The Evil of Genocide
Document Type
Article
Publication Date
5-29-2020
Department
Philosophy and Religion
School
Humanities
Abstract
Setting aside the destruction of the biosphere, nothing in the ugly spectrum of human wrong- and evil-doing is worse than genocide. It is the most Satanic of evil acts, an “odious scourge” upon humanity, as the U.N. Convention on Genocide puts it. It appears early in the historical record, when the despots of antiquity built monuments and sang songs celebrating the slaughter of foreign populations. But it is in the modern period that genocide appears with a frequency, intensity, and magnitude far surpassing early tyrants and marauders. Throughout the twentieth century and continuing to the present day, genocide has been uninterrupted. Armenians, Jews, Gypsies, Homosexuals, Communists, Kulaks, Tutsis, Capitalists, Kurds, Sudanese, Syrians, and today the Rohingya Muslims of Myanmar form but a partial list of twentieth-century victims of genocide.
Publication Title
Cosmopolitanism and the Evils of the World
First Page
175
Last Page
199
Recommended Citation
DeArmey, M.
(2020). The Evil of Genocide. Cosmopolitanism and the Evils of the World, 175-199.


- TASK DESCRIPTION:
Using the material below, state how many of its lines contain the string "licensees", with no other words.

········

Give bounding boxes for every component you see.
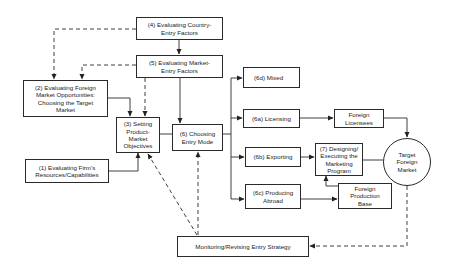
foreign-production-base-label: Foreign Production Base: [350, 185, 380, 207]
monitoring-revising-label: Monitoring/Revising Entry Strategy: [195, 243, 290, 250]
country-entry-factors-box: (4) Evaluating Country- Entry Factors: [136, 17, 223, 40]
product-market-objectives-box: (3) Setting Product- Market Objectives: [116, 117, 160, 153]
firm-resources-label: (1) Evaluating Firm's Resources/Capabili…: [35, 164, 98, 179]
entry-strategy-diagram: (4) Evaluating Country- Entry Factors (5…: [0, 0, 449, 267]
firm-resources-box: (1) Evaluating Firm's Resources/Capabili…: [25, 159, 109, 183]
market-entry-factors-label: (5) Evaluating Market- Entry Factors: [149, 59, 210, 74]
mixed-box: (6d) Mixed: [243, 67, 300, 88]
licensing-box: (6a) Licensing: [243, 109, 300, 128]
exporting-box: (6b) Exporting: [245, 147, 301, 167]
choosing-entry-mode-box: (6) Choosing Entry Mode: [172, 124, 223, 151]
choosing-entry-mode-label: (6) Choosing Entry Mode: [180, 130, 215, 145]
product-market-objectives-label: (3) Setting Product- Market Objectives: [124, 120, 153, 150]
foreign-market-opportunities-box: (2) Evaluating Foreign Market Opportunit…: [23, 80, 108, 117]
mixed-label: (6d) Mixed: [254, 74, 283, 81]
producing-abroad-box: (6c) Producing Abroad: [245, 184, 301, 209]
target-foreign-market-label: Target Foreign Market: [397, 151, 418, 173]
foreign-licensees-label: Foreign Licensees: [345, 111, 373, 126]
target-foreign-market-circle: Target Foreign Market: [383, 138, 431, 186]
exporting-label: (6b) Exporting: [254, 153, 293, 160]
foreign-licensees-box: Foreign Licensees: [334, 109, 384, 128]
country-entry-factors-label: (4) Evaluating Country- Entry Factors: [148, 21, 212, 36]
foreign-market-opportunities-label: (2) Evaluating Foreign Market Opportunit…: [35, 84, 96, 114]
producing-abroad-label: (6c) Producing Abroad: [253, 189, 293, 204]
market-entry-factors-box: (5) Evaluating Market- Entry Factors: [136, 55, 223, 78]
marketing-program-label: (7) Designing/ Executing the Marketing P…: [320, 145, 359, 175]
foreign-production-base-box: Foreign Production Base: [338, 183, 392, 209]
marketing-program-box: (7) Designing/ Executing the Marketing P…: [315, 143, 363, 176]
connector-lines: [0, 0, 449, 267]
monitoring-revising-box: Monitoring/Revising Entry Strategy: [177, 236, 309, 257]
licensing-label: (6a) Licensing: [252, 115, 291, 122]
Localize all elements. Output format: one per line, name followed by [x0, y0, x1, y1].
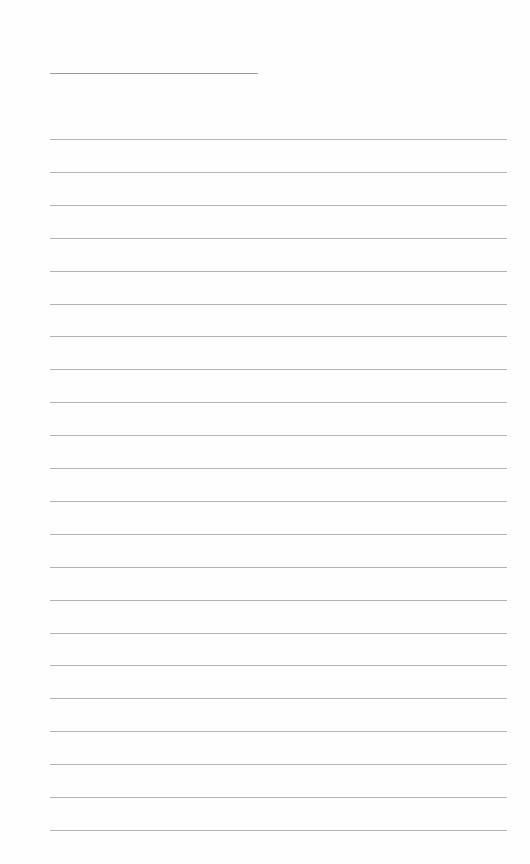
ruled-line — [50, 731, 507, 732]
ruled-line — [50, 600, 507, 601]
ruled-line — [50, 369, 507, 370]
ruled-line — [50, 764, 507, 765]
ruled-line — [50, 172, 507, 173]
ruled-line — [50, 534, 507, 535]
ruled-line — [50, 205, 507, 206]
ruled-line — [50, 830, 507, 831]
ruled-line — [50, 238, 507, 239]
ruled-line — [50, 304, 507, 305]
ruled-line — [50, 271, 507, 272]
header-blank-line — [50, 73, 258, 74]
ruled-line — [50, 665, 507, 666]
ruled-line — [50, 139, 507, 140]
lined-paper-page — [0, 0, 530, 864]
ruled-line — [50, 567, 507, 568]
ruled-line — [50, 633, 507, 634]
ruled-line — [50, 402, 507, 403]
ruled-line — [50, 797, 507, 798]
ruled-line — [50, 698, 507, 699]
ruled-line — [50, 501, 507, 502]
ruled-line — [50, 336, 507, 337]
ruled-line — [50, 435, 507, 436]
ruled-line — [50, 468, 507, 469]
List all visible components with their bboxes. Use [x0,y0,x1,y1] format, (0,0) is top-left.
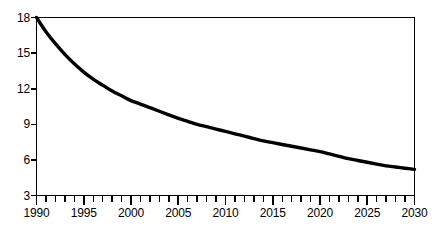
x-axis-tick-label: 2020 [300,207,340,219]
y-axis-tick-label: 15 [8,47,30,59]
y-axis-tick-label: 9 [8,118,30,130]
x-axis-ticks [37,196,415,205]
y-axis-tick-label: 18 [8,12,30,24]
chart-container: 369121518 199019952000200520102015202020… [0,0,439,235]
x-axis-tick-label: 2000 [111,207,151,219]
data-series-line [37,18,415,170]
x-axis-tick-label: 2025 [347,207,387,219]
y-axis-tick-label: 6 [8,154,30,166]
plot-frame [37,18,415,196]
y-axis-tick-label: 3 [8,190,30,202]
x-axis-tick-label: 2010 [206,207,246,219]
line-chart-plot [0,0,439,235]
x-axis-tick-label: 1990 [17,207,57,219]
y-axis-ticks [31,18,37,196]
x-axis-tick-label: 2015 [253,207,293,219]
x-axis-tick-label: 2005 [158,207,198,219]
y-axis-tick-label: 12 [8,83,30,95]
x-axis-tick-label: 1995 [64,207,104,219]
x-axis-tick-label: 2030 [395,207,435,219]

········

- RESPONSE BELOW:
2